Exercise material START

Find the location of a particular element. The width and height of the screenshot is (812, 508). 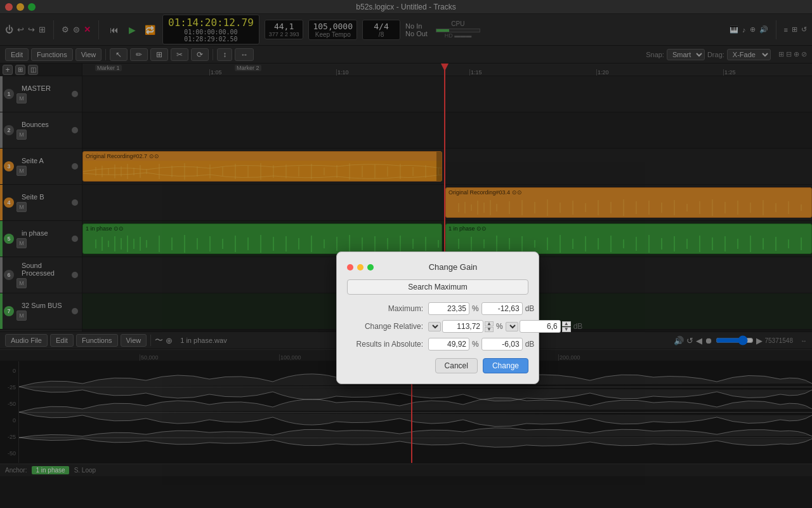

maximum-db-input is located at coordinates (502, 309).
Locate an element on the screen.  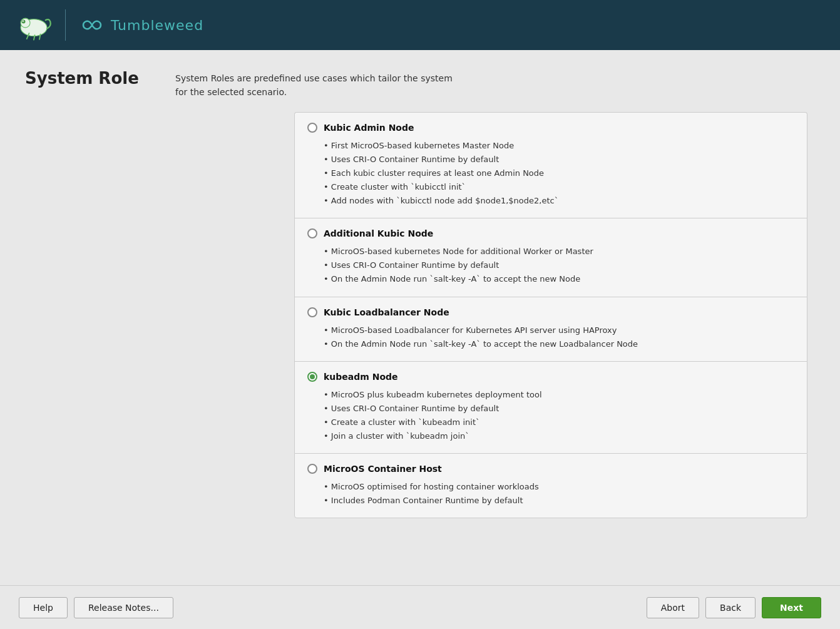
role-header-kubeadm: kubeadm Node is located at coordinates (551, 377).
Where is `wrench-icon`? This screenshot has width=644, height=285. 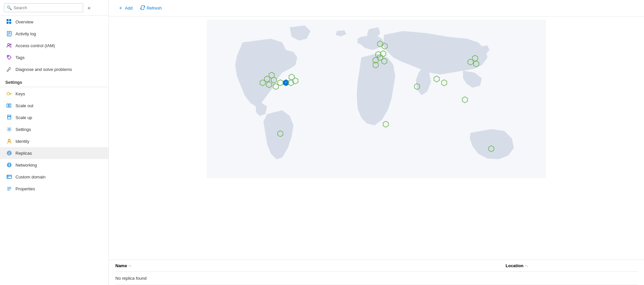
wrench-icon is located at coordinates (9, 69).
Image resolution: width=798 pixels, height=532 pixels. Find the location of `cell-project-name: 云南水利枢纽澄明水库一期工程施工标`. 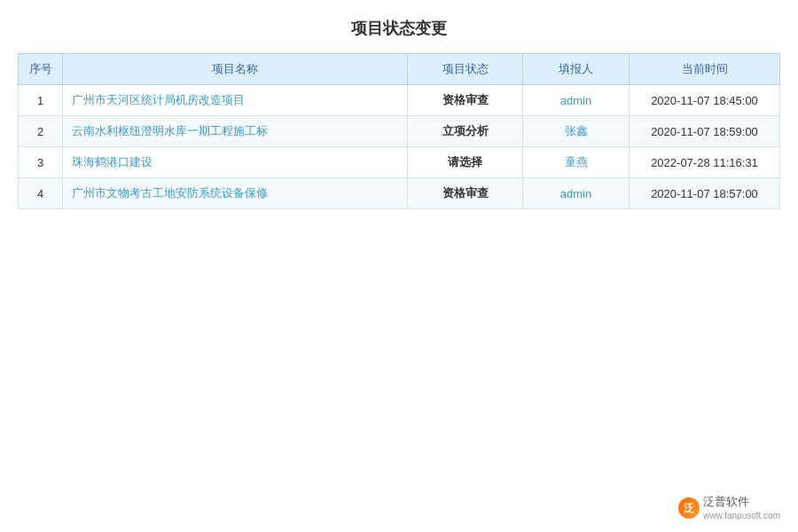

cell-project-name: 云南水利枢纽澄明水库一期工程施工标 is located at coordinates (236, 131).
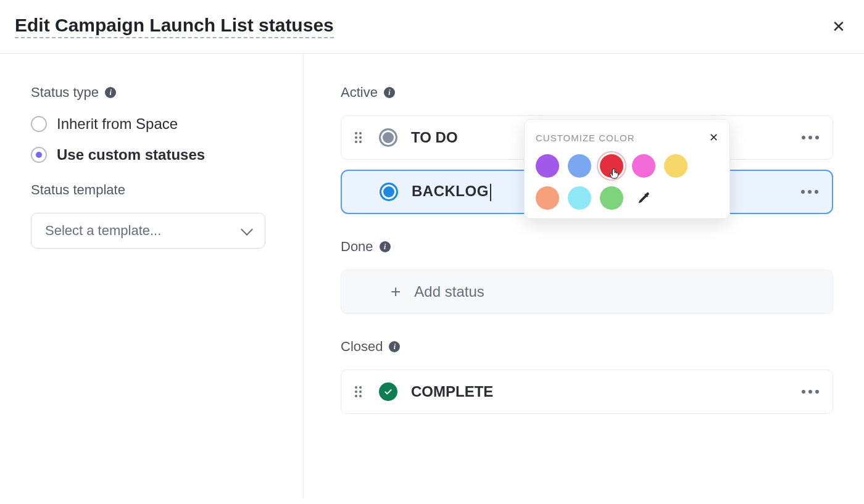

Exercise material END

• [Required work] If the data includes images, skip them and copy every line exactly.

• [Task output]
Find the location of a particular element. The width and height of the screenshot is (812, 508). 

maximum-db-input is located at coordinates (502, 309).
Locate an element on the screen.  
role-header-kubeadm: kubeadm Node is located at coordinates (551, 377).
Where is `wrench-icon`? This screenshot has width=644, height=285. 
wrench-icon is located at coordinates (9, 69).
Image resolution: width=798 pixels, height=532 pixels. Find the location of `cell-project-name: 云南水利枢纽澄明水库一期工程施工标`. 

cell-project-name: 云南水利枢纽澄明水库一期工程施工标 is located at coordinates (236, 131).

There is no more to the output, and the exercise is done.